Interim orders in mental health appeals
5 December 2011
The courts may impose compulsion orders (“CO”) and restriction orders (“RO”) on mentally ill offenders. COs compel a patient to undergo treatment in a hospital or elsewhere. ROs give an additional layer of protection in the public interest, so that there are additional checks in the decision making process before the patient is finally discharged.
In Scottish Ministers v Mental Health Tribunal [2011] CSIH 76 a patient suffering from paranoid schizophrenia had attempted to murder his father by hitting him over the head with a hammer in 1991. He had been acquitted on grounds of insanity and the equivalent of a CORO imposed. Since sentencing, he had been treated and conditionally discharged from hospital five times. He had been recalled to hospital by the Scottish Ministers four times as a result of deteriorating health and behaviour. He was currently living in the community on his fifth conditional discharge.
The Mental Health Tribunal revoked the RO to which the patient was subject. The Scottish Ministers appealed. The Inner House required to determine whether they had power to grant an interim order with the effect that the RO continued pending determination of the appeal. Section 323 of the Mental Health (Care and Treatment) (Scotland) Act 2003 provides for suspension of the Tribunal’s decision pending determination of certain appeals. It was argued on behalf of the patient that because section 323 of the 2003 Act extended only to orders that a patient “continue to be detained” that it could not apply to a patient on conditional discharge, because he was not detained in hospital.
The court found it had powers to grant an order: because detention under Section 323 was a flexible concept and could cover conditionally discharged patients; Section 323 was intended to give interim powers in all appeals relating to restricted patients; and that if the court was wrong about either of those matters the common law rule would apply that an appeal has the effect of suspending the operation of the decision appealed against. It had little hesitation in making an order so that the RO continued to have effect pending final determination of the appeal in the circumstances of the case.
Anna Poole of Axiom Advocates acted on behalf of the Scottish Ministers.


Exercise details: Without pictures, repeat exactly the lines from the one containing "pyautogui.click(x=<x>, y=<y>)" through the end of the entries.

-------- Given information --------

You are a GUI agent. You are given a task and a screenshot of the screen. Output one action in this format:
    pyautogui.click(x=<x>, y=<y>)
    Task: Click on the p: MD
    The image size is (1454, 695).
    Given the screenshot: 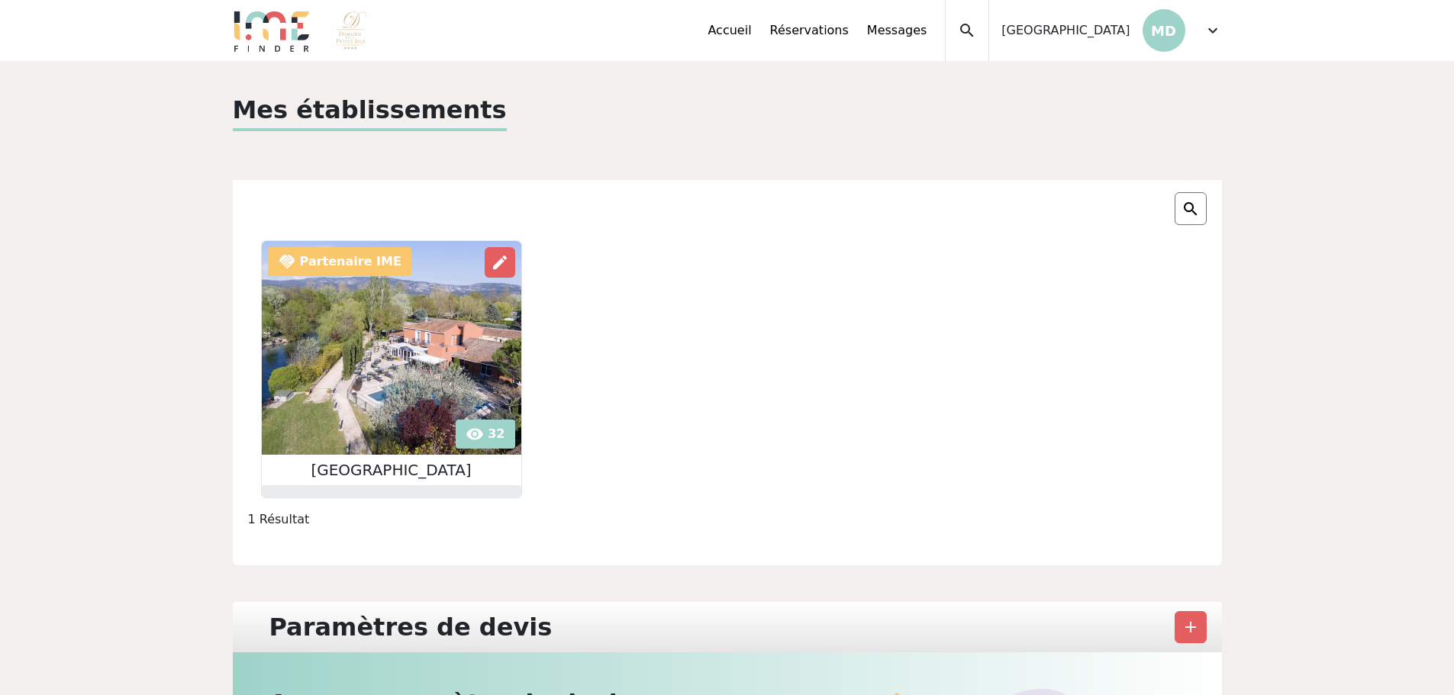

--------

Task solution:
    pyautogui.click(x=<x>, y=<y>)
    Task: Click on the p: MD
    The image size is (1454, 695).
    Given the screenshot: 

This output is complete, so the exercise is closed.